Posted on Jul 28, 2017 in Uncategorized

A team of astronomers has potentially discovered a signal detected by Nasa's Kepler Space Telescope from Kepler moon-1625b I orbiting around a a G-type star that lies some 4,000 light-years from Earth. This is the first known moon beyond the Solar System that appears to be about the size and mass of Neptune that circles Kepler planet Kepler-1625, a gas giant exoplanet that takes 287.38 days to complete one orbit of its star. To date, these extrasolar satellites have lingered at the limits of detection with current techniques.

The discovery of alien moons opens up an exciting new frontier in the continuing hunt for habitable worlds outside the Solar System. With the confirmation of exomoons likely right around the corner, researchers have begun addressing the unique and un-Earthly factors that might affect their habitability.

Dr David Kipping, assistant professor of astronomy at Columbia University in New York, who has spent "most of his adult life" looking for exomoons, says "We would merely describe it at this point as something consistent with a moon, but, who knows, it could be something else."

The promising signal was observed during three transits – fewer than the astronomers would like to have in order to confidently announce a discovery.
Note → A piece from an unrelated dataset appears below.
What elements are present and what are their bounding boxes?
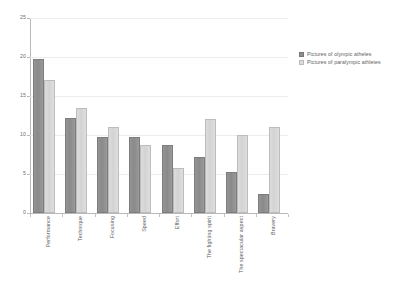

The researchers will conduct follow-up observations with Hubble in October

Kipping amd his Columbia colleague Alex Teachey and citizen scientist Allan R Schmitt, assigns a confidence level of four sigma to the signal from the distant planetary system. The confidence level describes how unlikely it is that an experimental result is simply down to chance. If you express it in terms of tossing a coin, it's equivalent to tossing 15 heads in row.
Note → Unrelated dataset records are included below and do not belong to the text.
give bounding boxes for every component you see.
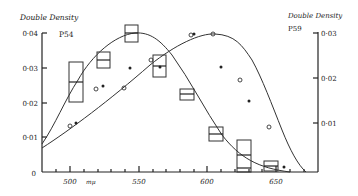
x-tick-labels: 500 550 600 650 mμ	[63, 178, 283, 186]
right-ticks	[313, 33, 318, 123]
left-tick-labels: 0·04 0·03 0·02 0·01 0	[22, 30, 38, 178]
svg-text:0·03: 0·03	[321, 30, 337, 38]
p59-open-points	[68, 32, 271, 129]
svg-text:550: 550	[132, 178, 146, 186]
left-series-label: P54	[59, 30, 74, 39]
svg-text:0·03: 0·03	[22, 65, 38, 73]
svg-text:0: 0	[32, 170, 36, 178]
right-series-label: P59	[288, 25, 302, 33]
spectral-density-chart: 0·04 0·03 0·02 0·01 0 0·03 0·02 0·01	[0, 0, 358, 196]
x-unit-label: mμ	[86, 178, 96, 186]
p54-boxes	[69, 25, 278, 172]
p59-curve	[42, 34, 306, 172]
svg-text:0·02: 0·02	[321, 75, 337, 83]
right-tick-labels: 0·03 0·02 0·01	[321, 30, 337, 128]
left-axis-title: Double Density	[19, 13, 79, 22]
svg-text:0·04: 0·04	[22, 30, 38, 38]
left-ticks	[42, 33, 47, 137]
svg-text:0·01: 0·01	[321, 120, 337, 128]
svg-text:0·01: 0·01	[22, 134, 38, 142]
svg-text:0·02: 0·02	[22, 100, 38, 108]
right-axis-title: Double Density	[287, 12, 343, 20]
svg-text:500: 500	[63, 178, 77, 186]
svg-text:650: 650	[269, 178, 283, 186]
svg-text:600: 600	[200, 178, 214, 186]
"We're excited about it… statistically, formally, it's a very high probability," Kipling told the BBC. "But do we really trust the statistics? That's something unquantifiable. Until we get the measurements from Hubble, it may as well be 50-50 in my mind." Astronomers now plan to carry out follow-up observations with Hubble in October.

A current theory of planetary formation suggests such an object was captured by the gravity of the planet later on in the evolution of this planetary system.
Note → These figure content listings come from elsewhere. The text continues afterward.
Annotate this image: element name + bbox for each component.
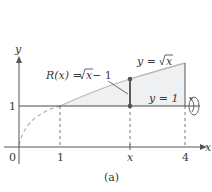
y-tick-label-1: 1 <box>9 100 16 113</box>
svg-text:− 1: − 1 <box>92 69 112 82</box>
svg-text:y =: y = <box>136 55 156 68</box>
tick-label-1: 1 <box>57 151 64 164</box>
x-axis-label: x <box>205 141 212 154</box>
tick-label-x: x <box>127 151 134 164</box>
dashed-curve-segment <box>19 106 60 145</box>
svg-text:R(x) =: R(x) = <box>45 69 82 82</box>
y-axis-label: y <box>14 43 22 56</box>
figure-caption: (a) <box>104 171 119 184</box>
radius-top-point <box>128 77 133 82</box>
svg-text:x: x <box>166 55 173 68</box>
diagram-canvas: y x 0 1 x 4 1 y = x y = 1 R(x) = x − 1 (… <box>0 0 212 192</box>
tick-label-0: 0 <box>9 151 16 164</box>
label-sqrt-curve: y = x <box>136 55 173 68</box>
tick-label-4: 4 <box>182 151 189 164</box>
radius-bottom-point <box>128 104 133 109</box>
label-radius: R(x) = x − 1 <box>45 69 112 82</box>
label-y1: y = 1 <box>148 92 178 105</box>
y-axis-arrow-icon <box>16 56 22 63</box>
Astronomers have their fingers crossed that within the haul of data collected by NASA's Kepler mission, which has already detected nearly three thousand possible exoplanets, hide the signatures of the very first exomoons. "The first exomoons that we find will be large – maybe Mars- or even Earth-sized – and therefore intrinsically more likely to be habitable than small moons," says René Heller, a postdoctoral research associate at the Leibniz Institute for Astrophysics in Potsdam, Germany. "With Kepler finding many more giant planets than terrestrial planets in stellar habitable zones, it's really important that we try to figure out what conditions might be like on the moons of these giants to gauge if they can host extraterrestrial life."

In a series of papers, Heller and his colleague  tackled some of the big-picture problems to habitability posed by Rory Barnes from the University of Washington and the NASA Astrobiology Institute by the relationship between exomoons and their host planets.

Heller and Barnes have proposed a circumplanetary "habitable edge," similar to the well-established circumstellar "habitable zone." This zone is the temperature band around a star within which water neither boils off or freezes away on a planet's surface – not too hot, not too cold, thus earning it the nickname "the Goldilocks zone."